My aunt lived in a neighborhood once considered questionable, but now, thanks to the booming housing market, it had become highly desirable. Fixer-uppers, in dire need of a slap of paint or new gutters, were selling in the mid–six hundreds. Even my aunt had been offered a ridiculous sum for her neat, well-maintained Cape, which she quickly, rudely refused. “At these prices, where else can I afford to live? I’ll stay where I am, thank you,” she wisely observed. Yet still I worried about this forgetful senior woman as stubborn as she was self-reliant.

“Aunt Phoenix, someday soon an undesirable, uninvited person is going to walk through that unlocked door, and it will be the end of you!” I called out as I entered the living room even though I couldn’t be sure she heard me. My two aunts sat next to each other like reigning queens on the paisley-covered couch, the only burst of color in an otherwise spotlessly white living room. They were sipping gin and tonics and communicating silently as they were occasionally known to do.

Celestine, finally noticing I’d entered the room, looked up and grinned. Aunt Phoenix, not one to waste a precious smile, bowed her head in silent greeting. I sat down across from them on the uncomfortable ancient bentwood rocker and began to noisily rock, my childish way of entering their voiceless conversation. Studying them intently but lovingly, I contemplated what was left of my precious, dwindling family.
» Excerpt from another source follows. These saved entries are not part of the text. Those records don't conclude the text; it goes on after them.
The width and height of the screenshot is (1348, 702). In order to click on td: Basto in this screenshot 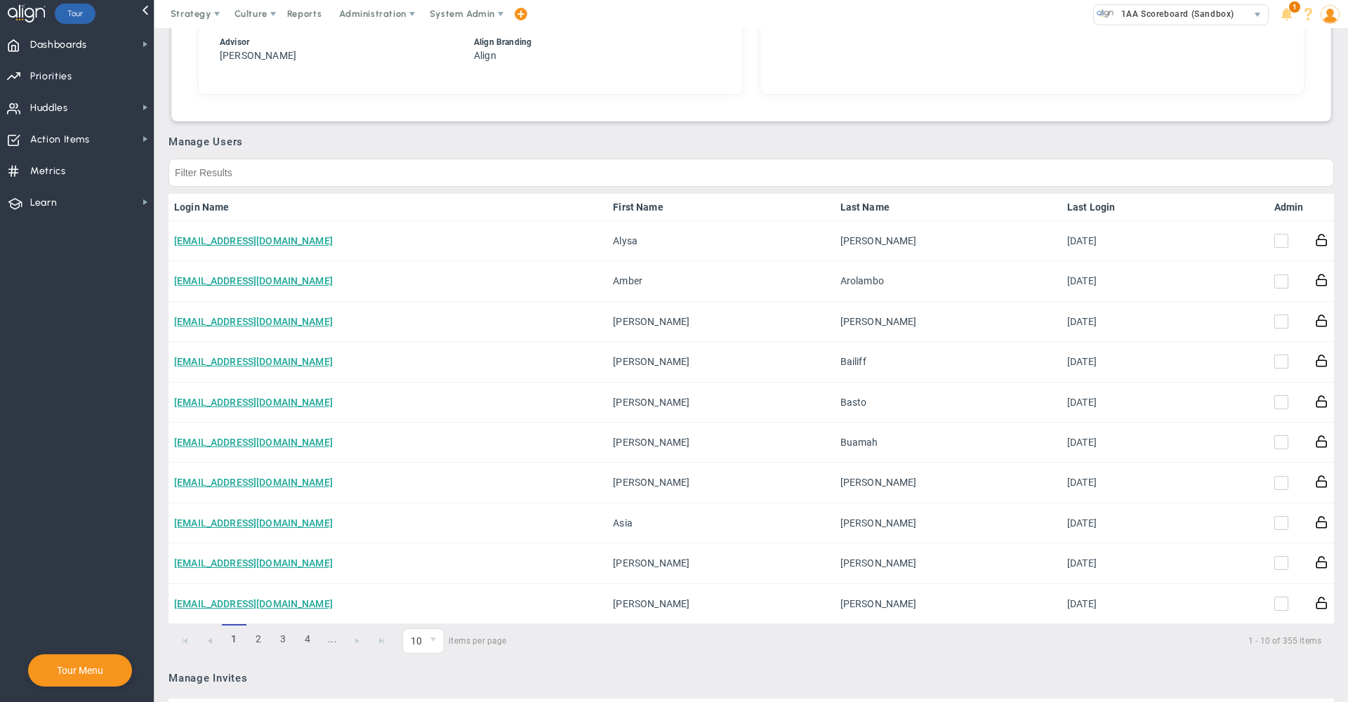, I will do `click(948, 402)`.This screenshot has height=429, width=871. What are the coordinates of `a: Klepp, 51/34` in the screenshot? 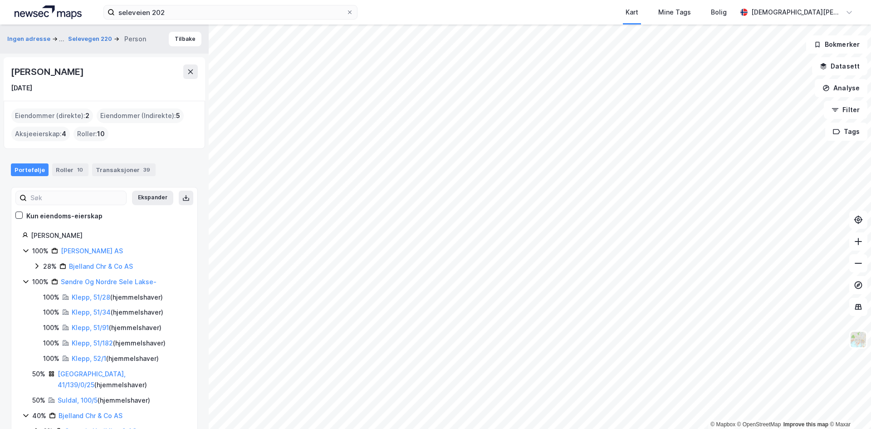 It's located at (91, 312).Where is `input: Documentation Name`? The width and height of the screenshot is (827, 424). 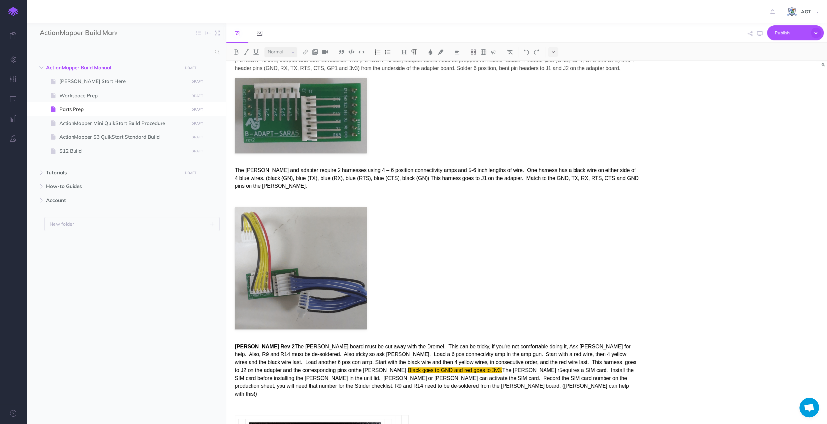 input: Documentation Name is located at coordinates (78, 33).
Except for distant cousins, unknown yet often mentioned for their heralded gifts far greater than my own, Celestine and Phoenix were the only blood relatives I knew and a striking study in contrasts. Phoenix was wearing one of her blossomy, oversized kaftans that made her look twenty pounds heavier than the lightweight she was. It was a dark green number generously dotted in white roses with magenta stems. She had slipped on her favorite house slippers, the ones made from alligator skins, which I suspected were chosen to irritate Celestine, a self-proclaimed animal rights activist. Phoenix’s fingernails were painted a startling hot pink, and one of her many wigs had been abandoned. She was hatless, soft white hair encircling her walnut-brown face in a glorious halo, though angel she was not.
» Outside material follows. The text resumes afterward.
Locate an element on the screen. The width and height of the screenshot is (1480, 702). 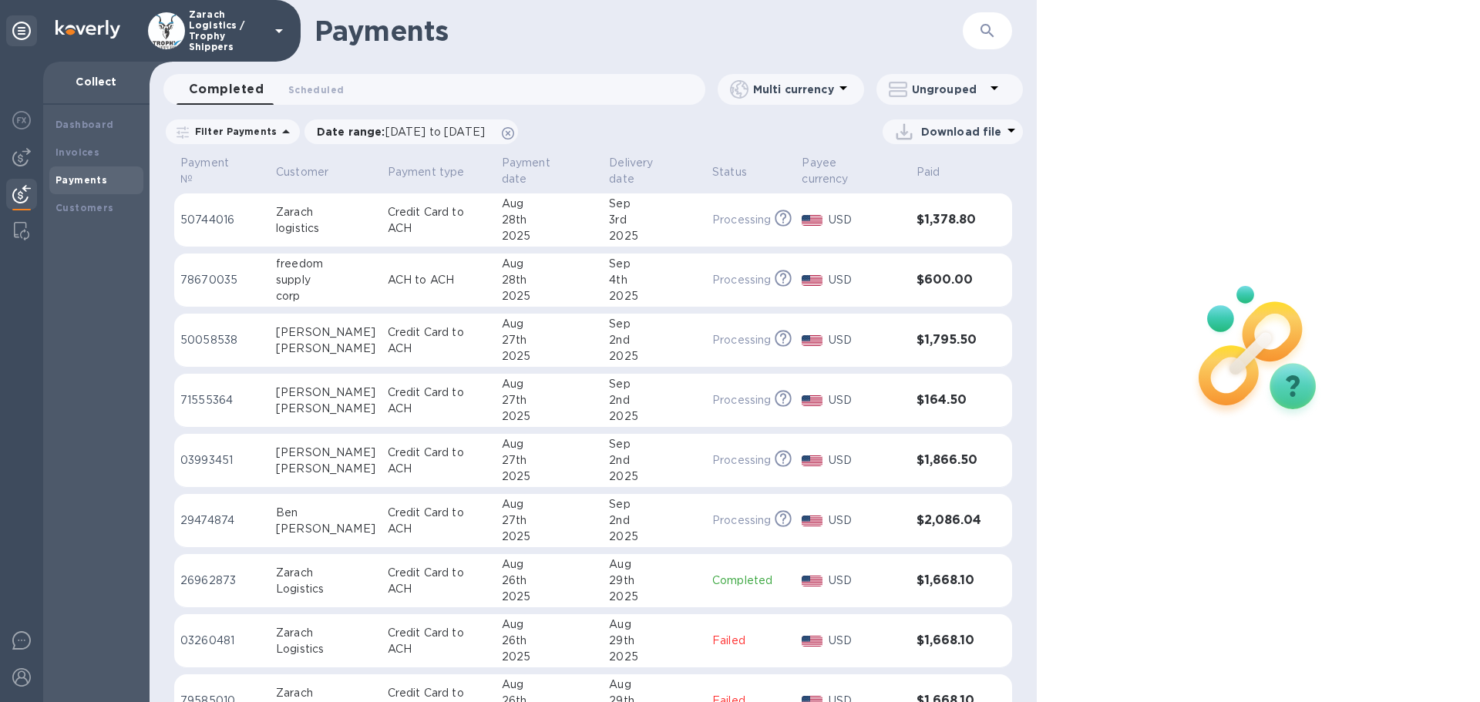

Celestine was camera ready as usual—rouge, lipstick, perfectly shaped black eyebrows (a la Joan Crawford in Mommie Dearest). She was decked out in a classic green shirtwaist dress, the identical color of her sister’s, topped off with pearl stud earrings.



Download



Copyright Disclaimer:
This site does not store any files on its server. We only index and link to content provided by other sites. Please contact the content providers to delete copyright contents if any and email us, we'll remove relevant links or contents immediately.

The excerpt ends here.